Authorities in Support of the Council. Theognostus; Dionysius of Alexandria; Dionysius of Rome; Origen
“If there be an Image of the Invisible God, it is an invisible Image; nay, I will be bold to add, that, as being the likeness of the Father, never was it not. For when was that God, who, according to John, is called Light (for 'God is Light'), without a radiance of His proper glory, that a man should presume to assert the Son's origin of existence, as if before He was not? But when was not that Image of the Father's Ineffable and Nameless and Unutterable subsistence, that Expression and Word, and He that knows the Father? For let him understand well who dares to say, 'Once the Son was not,' that he is saying, 'Once Wisdom was not,' and 'Word was not,' and 'Life was not.'”
And again elsewhere he says:—
“But it is not innocent nor without peril, if because of our weakness of understanding we deprive God, as far as in us lies, of the Only-begotten Word ever co-existing with Him; and the Wisdom in which He rejoiced; else He must be conceived as not always possessed of joy.”

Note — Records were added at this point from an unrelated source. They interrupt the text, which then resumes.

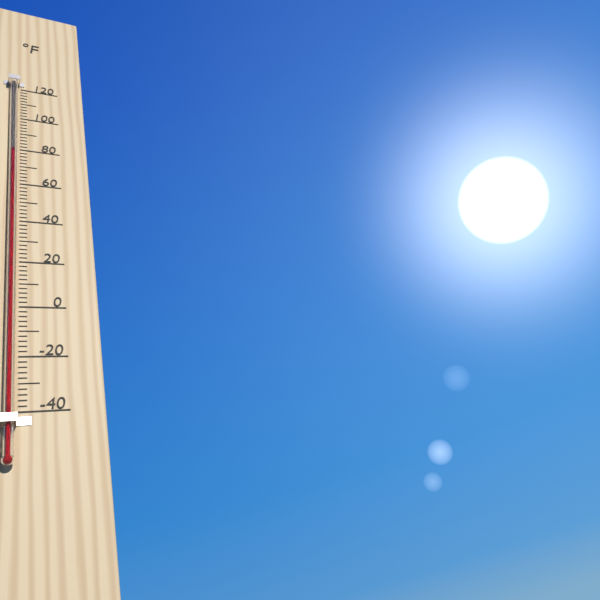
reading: 78 °F
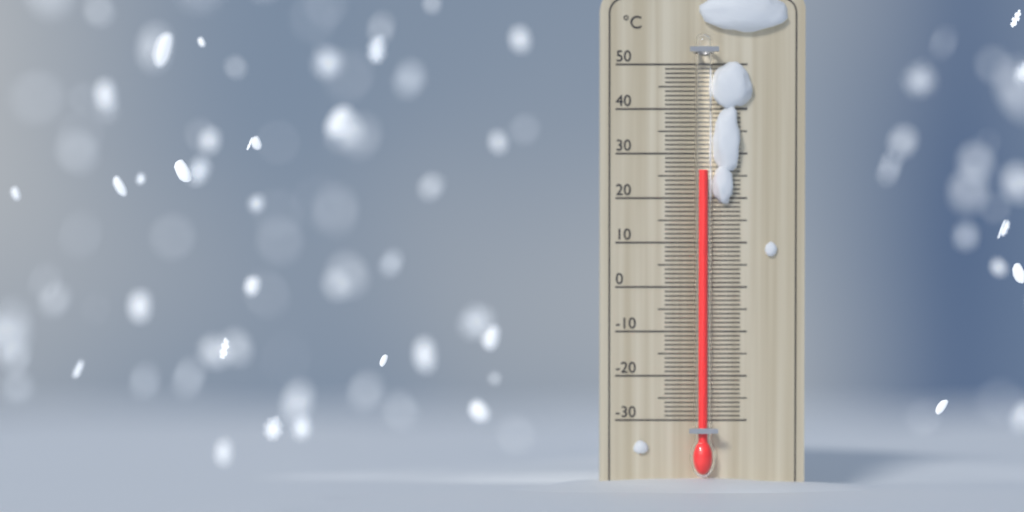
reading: 26 °C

See, we are proving that this view has been transmitted from father to father; but you, O modern Jews and disciples of Caiaphas, how many fathers can you assign to your phrases? Not one of the understanding and wise; for all abhor you, but the devil alone; none but he is your father in this apostasy, who both in the beginning sowed you with the seed of this irreligion, and now persuades you to slander the Ecumenical Council, for committing to writing, not your doctrines, but that which from the beginning those who were eye-witnesses and ministers of the Word have handed down to us. For the faith which the Council has confessed in writing, that is the faith of the Catholic Church; to assert this, the blessed Fathers so expressed themselves while condemning the Arian heresy; and this is a chief reason why these apply themselves to calumniate the Council. For it is not the terms which trouble them, but that those terms prove them to be heretics, and presumptuous beyond other heresies.